[JURIST] A judge for the US District Court for the District of Columbia [official website] on Tuesday struck down [opinion, PDF] a law banning protests and demonstrations in the plaza of the US Supreme Court. Enacted in 1949, the law served to protect the grounds from vandalism but also prohibited processions, parades and the display of banners supporting a particular cause or party, with violators risking a fine and up to 60 days in prison. Judge Beryl Howell found the 64-year-old law “unreasonable, substantially overbroad and irreconcilable with the First Amendment.” As written, the law [40 USC § 6135] applies and provides criminal sanctions to any group parading or assembling, from peaceful protesters to a “line of preschool students from federal agency daycare centers, holding hands with chaperones, parading on the plaza on their first field trip to the Supreme Court.” Howell also rejected the government’s argument that the law preserved the appearance of the court as a body unswayed by external influences, stating:
It is hard to imagine how tourists assembling on the plaza wearing t-shirts bearing their school’s seal, for example, could possibly create the appearance of a judicial system vulnerable to outside pressure. While there may be a legitimate interest in protecting the decorum of the judiciary, the challenged statute is not a reasonable way to further that interest.
Howell’s order will apply only to the plaza of the Supreme Court.

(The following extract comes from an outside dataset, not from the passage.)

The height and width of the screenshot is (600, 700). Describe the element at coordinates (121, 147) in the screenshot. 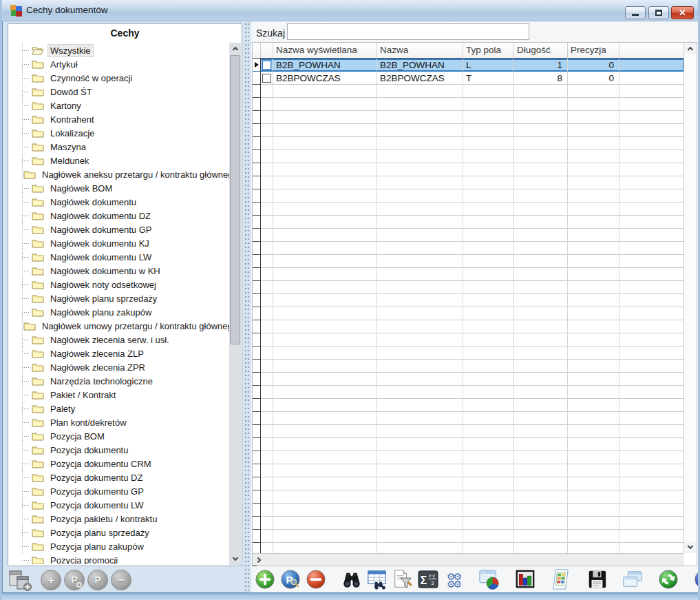

I see `tree-item: Maszyna` at that location.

The case was brought to the by Harold Hodge and the Rutherford Institute [advocacy website], after Hodge was arrested in January 2011 for wearing a sign protesting the treatment of minorities by law enforcement. The Rutherford institute applauded Howell’s decision, stating [press release] that the decision “throws a lifeline to the First Amendment at a time when government officials are doing their best to censor, silence and restrict free speech activities.”